By Elissa Silverman
Washington Post
Copyright 2007 The Washington Post
WASHINGTON — Toby Halliday had many questions, but this was one of the biggest: Why do firetrucks often arrive before ambulances to medical emergencies in the District?
In the case of his father-in-law, retired New York Times reporter David E. Rosenbaum, the firefighters who responded to the January 2006 call about a man down failed to complete a basic exam and seemed eager to hand off the vomiting patient to ambulance workers when they showed up minutes later. So began a downward spiral of failure and seeming indifference throughout the department that ended with Rosenbaum’s death two days later.
“I came to this like a lot of people, thinking that pretty dramatic change was needed,” Halliday said. “The results under the existing structure had not been good for many years.”
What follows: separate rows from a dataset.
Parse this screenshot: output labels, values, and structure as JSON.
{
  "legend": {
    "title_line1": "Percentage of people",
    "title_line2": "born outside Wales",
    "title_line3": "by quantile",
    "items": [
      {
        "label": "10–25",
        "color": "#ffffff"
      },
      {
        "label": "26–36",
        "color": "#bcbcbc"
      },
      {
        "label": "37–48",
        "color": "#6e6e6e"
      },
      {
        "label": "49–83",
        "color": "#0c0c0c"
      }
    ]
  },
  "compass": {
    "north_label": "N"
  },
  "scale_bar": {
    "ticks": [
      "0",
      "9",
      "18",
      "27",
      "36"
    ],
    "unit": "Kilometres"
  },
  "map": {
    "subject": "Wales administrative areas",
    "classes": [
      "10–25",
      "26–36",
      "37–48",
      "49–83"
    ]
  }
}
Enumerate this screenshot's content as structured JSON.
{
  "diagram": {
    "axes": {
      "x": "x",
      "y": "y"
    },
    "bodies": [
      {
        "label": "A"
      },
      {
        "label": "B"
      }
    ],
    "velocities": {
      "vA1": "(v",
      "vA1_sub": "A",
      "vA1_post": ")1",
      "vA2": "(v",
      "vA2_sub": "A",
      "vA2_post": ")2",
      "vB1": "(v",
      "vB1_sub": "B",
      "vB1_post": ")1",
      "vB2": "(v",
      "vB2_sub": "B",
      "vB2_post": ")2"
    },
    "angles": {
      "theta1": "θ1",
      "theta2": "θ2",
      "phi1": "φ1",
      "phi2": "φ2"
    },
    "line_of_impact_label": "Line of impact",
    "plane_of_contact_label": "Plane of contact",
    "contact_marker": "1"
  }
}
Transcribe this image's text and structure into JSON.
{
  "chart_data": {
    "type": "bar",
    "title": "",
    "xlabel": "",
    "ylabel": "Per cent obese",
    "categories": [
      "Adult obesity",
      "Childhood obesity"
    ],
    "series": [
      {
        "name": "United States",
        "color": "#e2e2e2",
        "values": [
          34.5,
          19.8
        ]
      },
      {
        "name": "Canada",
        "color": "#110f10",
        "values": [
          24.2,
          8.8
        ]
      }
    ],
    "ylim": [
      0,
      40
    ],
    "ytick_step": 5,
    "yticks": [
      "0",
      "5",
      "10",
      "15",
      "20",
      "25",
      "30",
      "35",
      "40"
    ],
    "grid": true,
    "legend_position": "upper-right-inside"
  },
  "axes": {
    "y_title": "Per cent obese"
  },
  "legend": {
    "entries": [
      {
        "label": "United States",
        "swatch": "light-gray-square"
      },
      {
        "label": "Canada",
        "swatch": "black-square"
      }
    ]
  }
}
But after six months of study by a task force that Rosenbaum’s family opted to create in a legal settlement with the District, Halliday and fellow members decided against drastic structural change. Instead of splitting D.C. Fire and Emergency Medical Services into separate agencies, they opted to unite an internally divided workforce by making firefighting and emergency medical work the same job.
Mayor Adrian M. Fenty (D) accepted the recommendations late last month. The most significant change will make the agency fully integrated: All personnel who respond to 911 calls will be expected to be able to put an intravenous line in a patient as readily as they connect a fire hose to a hydrant.
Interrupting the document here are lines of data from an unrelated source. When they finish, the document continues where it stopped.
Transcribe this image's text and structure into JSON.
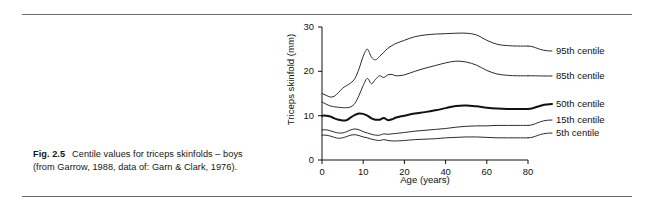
{
  "caption": {
    "figure_label": "Fig. 2.5",
    "text": "Centile values for triceps skinfolds – boys (from Garrow, 1988, data of: Garn & Clark, 1976)."
  },
  "chart_data": {
    "type": "line",
    "title": "",
    "xlabel": "Age (years)",
    "ylabel": "Triceps skinfold (mm)",
    "xlim": [
      0,
      80
    ],
    "ylim": [
      0,
      30
    ],
    "grid": false,
    "legend_position": "right",
    "x_ticks": [
      0,
      10,
      20,
      40,
      60,
      80
    ],
    "y_ticks": [
      0,
      10,
      20,
      30
    ],
    "x_axis_note": "non-linear: ticks evenly spaced at 0,10,20,40,60,80",
    "x": [
      0,
      1,
      2,
      3,
      4,
      5,
      6,
      7,
      8,
      9,
      10,
      11,
      12,
      13,
      14,
      15,
      16,
      17,
      18,
      20,
      25,
      30,
      35,
      40,
      45,
      50,
      55,
      60,
      65,
      70,
      75,
      80
    ],
    "series": [
      {
        "name": "95th centile",
        "label": "95th centile",
        "color": "#2b2b2b",
        "width": 1,
        "values": [
          15.0,
          14.6,
          14.2,
          14.4,
          15.2,
          16.2,
          16.8,
          17.4,
          18.4,
          20.6,
          23.4,
          25.0,
          23.2,
          22.6,
          23.4,
          24.3,
          25.2,
          25.8,
          26.3,
          27.0,
          27.8,
          28.2,
          28.4,
          28.5,
          28.6,
          28.6,
          28.2,
          27.0,
          26.1,
          25.8,
          25.7,
          25.7
        ]
      },
      {
        "name": "85th centile",
        "label": "85th centile",
        "color": "#2b2b2b",
        "width": 1,
        "values": [
          13.1,
          12.6,
          12.2,
          12.0,
          11.9,
          11.8,
          11.8,
          12.0,
          12.8,
          14.6,
          16.8,
          18.4,
          17.2,
          18.2,
          19.0,
          18.6,
          19.2,
          19.3,
          19.0,
          19.2,
          20.0,
          20.7,
          21.3,
          21.9,
          22.3,
          22.1,
          21.4,
          20.2,
          19.4,
          19.1,
          19.0,
          19.0
        ]
      },
      {
        "name": "50th centile",
        "label": "50th centile",
        "color": "#111111",
        "width": 2,
        "values": [
          10.0,
          10.0,
          9.8,
          9.4,
          9.1,
          8.9,
          9.0,
          9.6,
          10.2,
          10.5,
          10.4,
          10.0,
          9.4,
          9.1,
          9.1,
          9.5,
          9.0,
          9.2,
          9.6,
          10.0,
          10.5,
          10.8,
          11.2,
          11.7,
          12.2,
          12.3,
          12.1,
          11.8,
          11.6,
          11.5,
          11.5,
          11.5
        ]
      },
      {
        "name": "15th centile",
        "label": "15th centile",
        "color": "#2b2b2b",
        "width": 1,
        "values": [
          6.8,
          6.8,
          6.6,
          6.3,
          6.1,
          6.1,
          6.4,
          6.8,
          7.0,
          6.8,
          6.4,
          6.1,
          5.8,
          5.6,
          5.6,
          5.9,
          5.8,
          5.9,
          6.0,
          6.2,
          6.5,
          6.7,
          6.9,
          7.1,
          7.4,
          7.6,
          7.7,
          7.7,
          7.8,
          7.8,
          7.8,
          7.8
        ]
      },
      {
        "name": "5th centile",
        "label": "5th centile",
        "color": "#2b2b2b",
        "width": 1,
        "values": [
          5.6,
          5.6,
          5.4,
          5.1,
          4.9,
          5.0,
          5.3,
          5.6,
          5.7,
          5.5,
          5.2,
          5.0,
          4.7,
          4.5,
          4.4,
          4.6,
          4.4,
          4.3,
          4.3,
          4.4,
          4.6,
          4.7,
          4.8,
          5.0,
          5.1,
          5.2,
          5.2,
          5.1,
          5.0,
          5.0,
          5.0,
          5.0
        ]
      }
    ]
  }
}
“Firefighters and ambulance crews need to work together as part of a team and not become further isolated,” Halliday said.
The transition won’t be easy. City firefighters have been required for 20 years to be certified as emergency medical technicians, but almost 200 are not because they were hired before that rule took effect. Among them: the firefighter in charge of the first responding vehicle, a firetruck, in the Rosenbaum case.
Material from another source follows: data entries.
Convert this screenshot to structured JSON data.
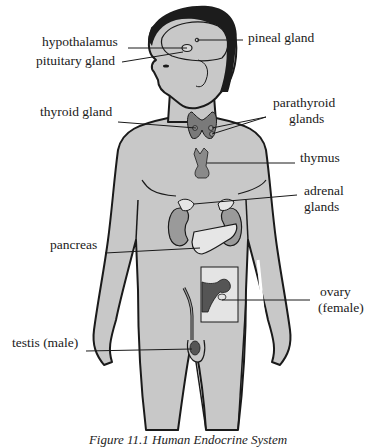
{
  "diagram": {
    "title": "Human Endocrine System",
    "caption": "Figure 11.1  Human Endocrine System",
    "colors": {
      "skin": "#c8c8c8",
      "outline": "#1a1a1a",
      "hair": "#1c1c1c",
      "gland_dark": "#7a7a7a",
      "gland_medium": "#9a9a9a",
      "pancreas": "#e6e6e6",
      "ovary_inset": "#e4e4e4",
      "ovary": "#555555"
    },
    "labels": {
      "hypothalamus": "hypothalamus",
      "pineal": "pineal gland",
      "pituitary": "pituitary gland",
      "thyroid": "thyroid gland",
      "parathyroid_1": "parathyroid",
      "parathyroid_2": "glands",
      "thymus": "thymus",
      "adrenal_1": "adrenal",
      "adrenal_2": "glands",
      "pancreas": "pancreas",
      "ovary_1": "ovary",
      "ovary_2": "(female)",
      "testis": "testis (male)"
    }
  }
}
Also affected will be about 200 professional EMTs and paramedics, who will be encouraged for the first time to learn how to fight fires. In exchange, they will get higher salaries and increased benefits.
Fire chief Dennis Rubin, a member of the task force, said the measures will make the department stronger by elevating the importance of medical services and eliminating a cultural divide that has been exacerbated by varying schedules and work rules and a disparity in pay.
But hurdles — and detractors — remain.
“It’s really two separate jobs, and both can’t be done well” by one person, said a firefighter who spoke on the condition of anonymity because he feared retaliation from leadership.
A 24-hour shift at Engine 11 in the Columbia Heights area of Northwest Washington highlighted the divergent demands the department faces.
Of 24 calls that the firehouse’s ladder truck and fire engine went out on, 18 were medical in nature. That mirrors the citywide average: Three of every four calls to the D.C. department are medical. But firetrucks often arrive first, largely because they stay closer to their home bases at the city’s 33 fire stations.
Ambulances often cross the city and have to wait an average of 40 minutes outside a hospital’s emergency room for a patient to be admitted. So although firetrucks have been staffed mostly by EMT-certified firefighters, some residents say firefighters wait for the ambulances, which are more likely to be staffed by medical personnel with more training.
Among the calls during that shift: An elderly woman had fallen out of bed. A man complained that his lungs were burning from bad crack cocaine. At least two runs involved men sprawled on sidewalks. A bottle of vodka lay near one.
“That wears on us,” said firefighter Joseph Papariello, who is also a certified paramedic. “We’re not doing what we’re designed to do.”
Five of the 24 calls came from tripped fire alarms. Only one was a box alarm, or possible fire.
The firefighters jumped on each call. On their way to the possible fire, with sirens wailing and traffic parting along 13th Street NW, their emergency radios crackled. The reports of smoke were likely a meal gone awry in an oven. The truck turned around, and the firefighters returned quietly to the station.
The hallways of Engine 11 illustrate the division between firefighters and single-function emergency medical workers. Framed photos show firefighters battling neighborhood blazes. Not one shows a firefighter responding to a medical call. The symbolism is significant to some.
“They’ll tell you they didn’t come to ride an ambulance,” said Hattie Tompkins, an emergency medical supervisor who works out of Engine 11. “They came to fight fires.”
Kenny Lyons, who heads the union representing civilian medical workers, said he is unconvinced that the integration would improve the department’s performance in medical calls. In effect, he said, the agency is slowly phasing out those who had a singular passion for emergency medical work.
But Halliday and other task force members said they think that Rubin’s efforts to make emergency medical services an equal priority with firefighting send a stronger message than dismantling the department. They said they would monitor the reforms.
Almost two years after Rosenbaum was beaten with a lead pipe as he took an after-dinner walk, city officials seem confident that the conditions that allowed emergency responders to conclude that he was drunk, among other failures, are a thing of the past.
“I hope that just my simple presence alone is sending the message . . . that this administration will simply not tolerate indifference,” Rubin said.